PPRuNe Forums

Go Back   PPRuNe Forums > PPRuNe Worldwide > The Pacific: General Aviation & Questions
Forgotten your Username/Password?


The Pacific: General Aviation & Questions The place for students, instructors and charter guys in Oz, NZ and the rest of Oceania.


Reply
 
Thread Tools
Old 21st Jan 2007, 00:09   #1 (permalink)
Probationary PPRuNer
 
Join Date: Jan 2007
Location: Los Angeles
Posts: 1
FAA CPL to NZ CPL

Dudes of Dudeness,

I have a current FAA IR/CPL and have been looking at converting it to the NZ equivalnet - possibility of moving to NZ. Having read the rules I fall short of the 250hr commercial experience requirement for a straightforward conversion...I exceed all the other requirements. So, I need to do all the exams and pass the flight test. Not sure whether I need to do the x-country training as I have more than the required hrs dual and solo. Has anyone converted a FAA CPL/IR to the NZ equivalent without the 250hrs commercial experience? If so what did you have to do? Currently working on my FAA CFI - will any of that count in NZ?

Ta!
McBabe is offline   Reply
Old 21st Jan 2007, 06:42   #2 (permalink)
 
Join Date: Jun 2001
Location: Australia
Posts: 621
Sorry I can't help with most of your questions. But I can with the last one - will work towards a CFI rating count. Short answer, no. For example, if you've done all your training for a CFI, but not the flight test, you'll have to do it all over again here in NZ (or in any other country for that matter).
Oktas8 is offline   Reply
 
 
This ad will disappear if you login
Reply
 


Thread Tools


Posting Rules
You may not post new threads
You may not post replies
You may not post attachments
You may not edit your posts

BB code is On
Smilies are On
[IMG] code is On
HTML code is Off
Trackbacks are Off
Pingbacks are Off
Refbacks are Off



All times are GMT. The time now is 11:32.

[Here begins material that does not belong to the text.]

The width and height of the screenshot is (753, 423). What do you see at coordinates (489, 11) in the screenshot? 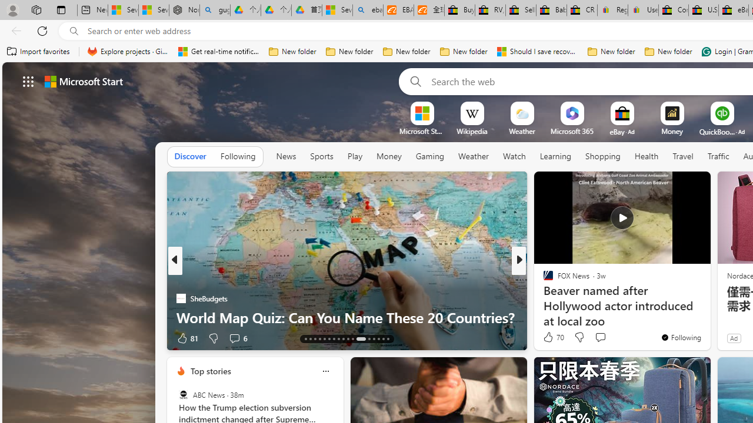
I see `RV, Trailer & Camper Steps & Ladders for sale | eBay` at bounding box center [489, 11].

vBulletin® v3.8.7, Copyright ©2000-2013, vBulletin Solutions, Inc.
SEO by vBSEO 3.6.1
© 1996-2012 The Professional Pilots Rumour Network

As these are anonymous forums the origins of the contributions may be opposite to what may be apparent. In fact the press may use it, or the unscrupulous, or sciolists*, to elicit certain reactions.

*"sciolist"... Noun, archaic. "a person who pretends to be knowledgeable and well informed".